2023-07-09 18:20:43
Journalist. culture manager. Creator of the festival “For once we got together”. Co-director of Juanita Primera Cultural Space. Part of the Secretary of Culture of the National University of the South. Awarded in a national literary contest for his originality, he got to know New York and a good part of its culture.
Raúl Soto spent almost his entire adolescence with friends on the street. But one day his life took an unexpected turn following advice from his uncle: “You have to study the clarinet.”
“They brought it to me and I didn’t know what it was. My uncle told me: `this is your instrument’. Now every time I see him, I thank him. He changed my life. My instrument is my happy place”, Raúl Soto told me during an interview in the winter of 2012.
The talk was at his house on Calle Moreno (altos), a week before performing the Concerto for clarinet and orchestra No. 2 in E flat major J118 op. 74, by Carl M. von Weber.
He was a dude. The number of WhatsApp messages I received this Sunday morning alerting me to such sad news speak of what Raulito was generating. He passed away while sleeping in the same bed that that time was upholstered with Weber’s scores. Because that’s how he was, a constant chaos that was ordered at the time of blowing the instrument. A beautiful metaphor for what music represented to him: a happy and conscious dream.
Those of us who know him know the incomparable talent he had, as part of the wind row of the Provincial Symphony Orchestra of Bahía Blanca, but to those who did not know him, we can assure you that he was an extraordinary musician and person. Not only because of his interpretations of the classical, but also because of his constant link with popular music.
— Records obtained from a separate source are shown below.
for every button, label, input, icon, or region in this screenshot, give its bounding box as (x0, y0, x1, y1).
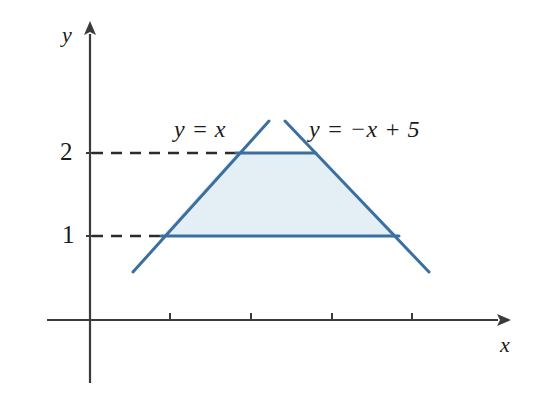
shaded-region (162, 153, 398, 236)
figure-container: y x 2 1 y = x y = −x + 5 (0, 0, 540, 405)
curve-label-y-equals-x: y = x (174, 117, 226, 141)
coordinate-plane-svg (0, 0, 540, 405)
y-tick-label-2: 2 (60, 139, 73, 164)
y-tick-label-1: 1 (62, 222, 75, 247)
x-axis-label: x (500, 334, 510, 356)
curve-label-y-equals-neg-x-plus-5: y = −x + 5 (309, 117, 420, 141)
y-axis-label: y (62, 24, 72, 46)
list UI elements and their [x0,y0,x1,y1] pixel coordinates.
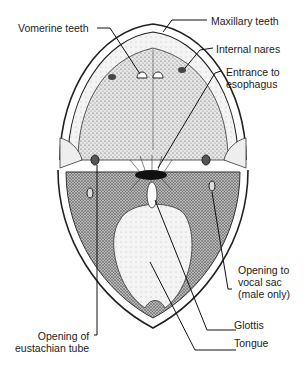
label-maxillary-teeth: Maxillary teeth [211,15,279,27]
internal-naris-right [178,67,186,73]
label-entrance-esophagus: Entrance to esophagus [226,66,280,90]
label-opening-eustachian: Opening of eustachian tube [15,330,89,354]
internal-naris-left [108,74,116,80]
label-opening-vocal-sac: Opening to vocal sac (male only) [238,264,290,300]
glottis-shape [147,182,157,208]
eustachian-right [202,155,210,165]
vomerine-tooth-left [137,72,147,78]
vocal-sac-right [209,181,215,191]
label-internal-nares: Internal nares [216,43,280,55]
eustachian-left [91,155,99,165]
vocal-sac-left [87,188,93,198]
label-glottis: Glottis [234,319,264,331]
label-vomerine-teeth: Vomerine teeth [18,22,89,34]
vomerine-tooth-right [153,72,163,78]
label-tongue: Tongue [234,337,268,349]
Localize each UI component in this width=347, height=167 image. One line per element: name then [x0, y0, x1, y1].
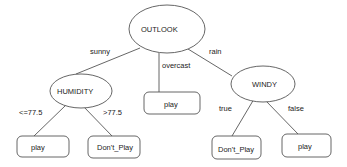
- edge-label-windy-false: false: [288, 104, 304, 113]
- leaf-label-humidity-high-dont-play: Don't_Play: [97, 143, 133, 152]
- node-outlook: OUTLOOK: [129, 5, 205, 53]
- node-label-outlook: OUTLOOK: [141, 25, 178, 34]
- leaf-label-humidity-low-play: play: [31, 143, 45, 152]
- edge-label-windy-true: true: [219, 104, 232, 113]
- leaf-humidity-low-play: play: [17, 136, 69, 157]
- edge-label-overcast: overcast: [162, 61, 191, 70]
- edge-label-humidity-low: <=77.5: [19, 108, 42, 117]
- edge-windy-true: [232, 99, 254, 136]
- decision-tree-diagram: sunny overcast rain <=77.5 >77.5 true fa…: [0, 0, 347, 167]
- node-label-humidity: HUMIDITY: [57, 87, 93, 96]
- leaf-label-windy-false-play: play: [298, 142, 312, 151]
- leaf-windy-false-play: play: [282, 134, 331, 157]
- leaf-windy-true-dont-play: Don't_Play: [212, 136, 261, 159]
- edge-label-humidity-high: >77.5: [103, 108, 122, 117]
- leaf-label-windy-true-dont-play: Don't_Play: [218, 145, 254, 154]
- node-windy: WINDY: [231, 66, 295, 102]
- edge-label-sunny: sunny: [90, 47, 110, 56]
- leaf-overcast-play: play: [144, 92, 200, 114]
- node-humidity: HUMIDITY: [50, 74, 112, 108]
- leaf-label-overcast-play: play: [164, 100, 178, 109]
- edge-label-rain: rain: [209, 47, 222, 56]
- node-label-windy: WINDY: [252, 80, 277, 89]
- leaf-humidity-high-dont-play: Don't_Play: [88, 136, 140, 158]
Raúl Soto was one of those musicians who had no problem rubbing shoulders with bands of any genre, style, and color. From tropical music orchestral combos, neighborhood rock bands, chamber duos, trios…
“I respect popular music a lot. What’s more, it helps me a lot to play classical music. That is what shows you that music is one: the wave, the soul ”, he revealed to me in the living room of his house.
Raúl Soto with one of his students.
You might see him in a suit and tie in front of a packed Municipal Theater, or jogging and a hooded sweatshirt rehearsing to play the weekend in the Bahian underground. I risk naming some projects in which he starred, knowing that many will remain unnamed: Franco Barberón, Daniel López and his Jazz cycle, Luceros el Ojo Altónico, Andro, Amplificadx, Kaiser Carabela, Marco Tres, Nora Roca, Grupo Volpe Tango Contemporáneo and dozens more.
Raúl Soto is the first from the left, next to the Andro gang, in Juanita Primera.
Last night he was seen witnessing three bands at So Fresh, in San Juan and 12 de Octubre. Last weekend he had played with Andro as the opening act for Massacre at Colón 550. Today he no longer woke up.
“Music is one, there are twelve sounds. I don’t see the specialization in certain genres as bad. There are two things: popular and classical music, the one that has scores and the one that doesn’t. I believe that the sounds are in the air and you can read them in a score or from memory, but they are always the same sounds”, he clarified.
“Music is learned in solitude, in black and white. There is no choice but to sit behind a lectern. Otherwise you can’t. The ideal is to grab the book and give it. That’s the job. Did you see when they tell you that a rock band has a garage? That rehearsal in the garage every Sunday is what gives the group its sound. This is something similar, but personal.
Raúl Soto, at the last Shrimp and Prawn festival, blowing for Marco Tres.
Some time ago he had been declared an outstanding personality of the culture of the city of Bahía Blanca by the Deliberative Council.
The friendship that united Raúl Soto with Coco Catanese (Andro’s drummer).
Dear to all, Raúl left us with his example the teaching that music is to enjoy and share. That music saves. And that we are not going to take anything material from here.
Blow that I burn Raulito! Rest up brother.